How a 14-Year-Old Is Building a Yelp for Accessibility in Major Cities
Alex Knoll's concept app could make getting around easier for people living with a disability.
Alex Knoll is nervous about starting high school in Coeurs d’Alene, Idaho, next fall, but not only because of the harder assignments and new social scene. He’s worried about managing his startup, which received $25,000 from Ellen Degeneres while he was still in middle school.
Alex Knoll is the 14-year-old inventor of Ability App, a mobile app that, when it launches later this year, will function like Yelp, but for people with disabilities. Ability App will connect people with disabilities related to mobility, vision, hearing or cognition with businesses that have the resources to accommodate them.
"There’s really nothing out there like it."
Knoll says he has dedicated the bulk of his free time for the past four years working the app — his parents have homeschooled him to help him keep development going. In 2017, he was a guest on The Ellen DeGeneres Show where she presented him with a $25,000 check to keep up his work with the project.
“After I was on The Ellen DeGeneres Show, I received over 30,000 emails from people talking about how this tool would change their lives,” Knoll tells Inverse. “There were definitely some very emotional things that people have said. They’ve said how life-changing this app would be for them, because there’s really nothing out there like it.”
There are few cities out there that are truly accessible for all residents. In New York, only one-quarter of subway stops are wheelchair accessible. Due to a loophole in the Americans with Disabilities Act, US restaurants don’t have to provide Braille menus to blind diners as long as it is posted online.

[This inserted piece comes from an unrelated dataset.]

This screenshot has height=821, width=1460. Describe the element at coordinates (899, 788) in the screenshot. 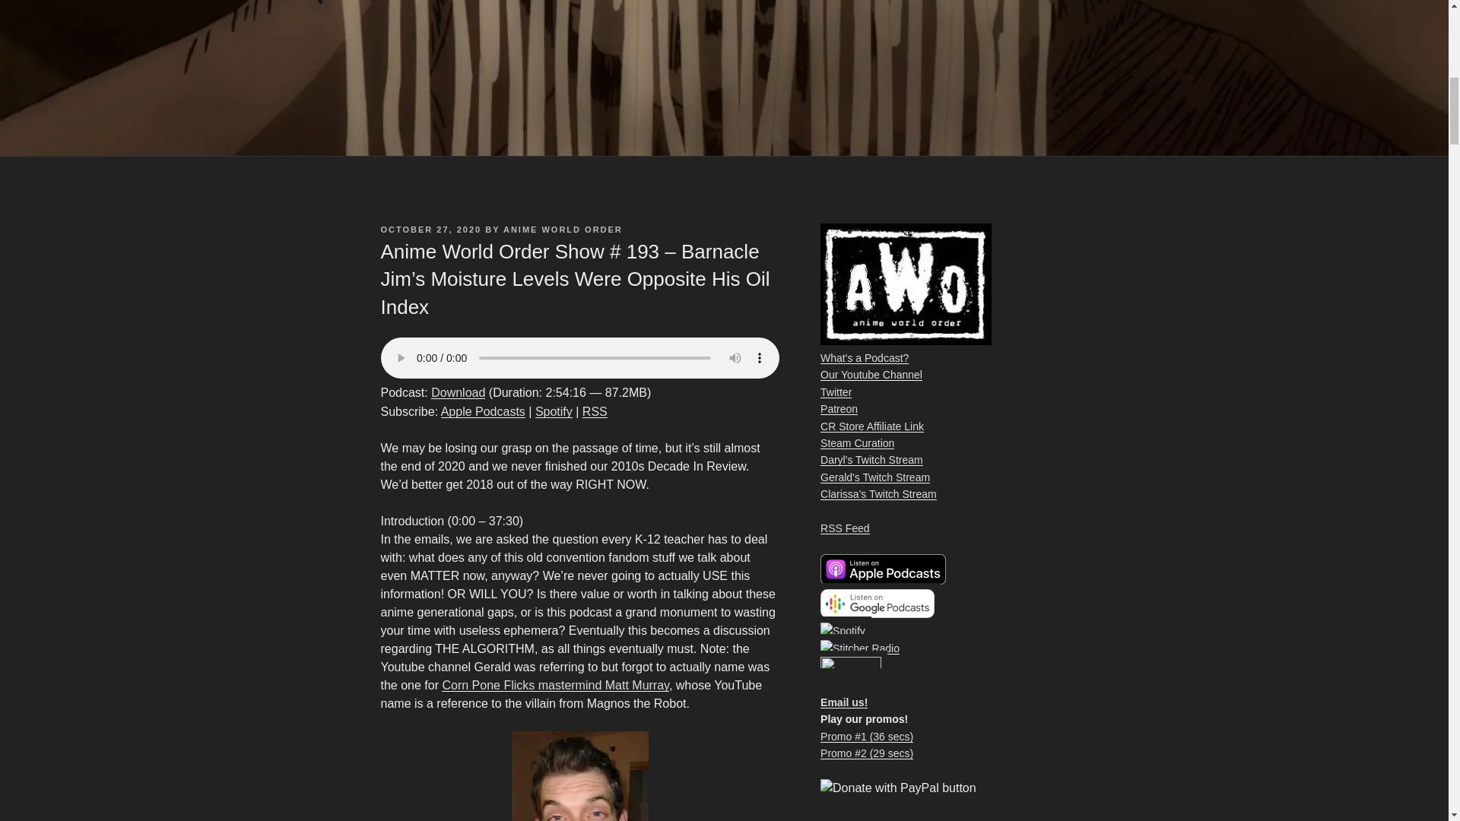

I see `PayPal - The safer, easier way to pay online!` at that location.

In 2016, the United Nations acknowledged that the current lack of accessibility in cities around the world “presents a major challenge.”
“I have a lot of friends with disabilities who have helped me get an overview,” Knoll says. “They’ve helped me get finalized [on] specific features on the app.”
How Ability App Works
The basis for the app is simple in theory, but far more difficult in practice. He envisions a pulldown menu that would allow a person to select their particular disability, which would then let them sort through local businesses that are rated on a scale of one to five stars on their accessibility for that particular disability. That functionality, he says, has already taken rounds of testing and years to perfect.
Thinking past his 2019 launch date, he’s already thinking even bigger: He wants the app to feature a job board and reviews from users — a digital ecosystem that goes beyond the widely embraced accessibility maps that have already drawn a lot of attention to the inequities built into modern cities.
Knoll says he looks up to Apple CEO Tim Cook, whose company has made accessibility a priority in its hardware, notably in the wheelchair-optimized Apple Watch.
“He’s been a hero of mine for a long time,” Knoll says of Cook. “He doesn’t just care about business; he knows that it’s important to focus on the needs of others in his products.”
Knoll says he devotes a few hours a day to answering emails from potential users before starting on homeschool assignments. But he also likes riding his bike, drawing, tennis and pickleball. This fall, he begins high school and leaves the home-school/Ability App routine behind. That brings its own set of challenges and opportunities.
“I’m hoping that this school will hopefully accept some of the things I’ll be working on,” he says. “But I really want to get back to seeing kids my own age and going to school.”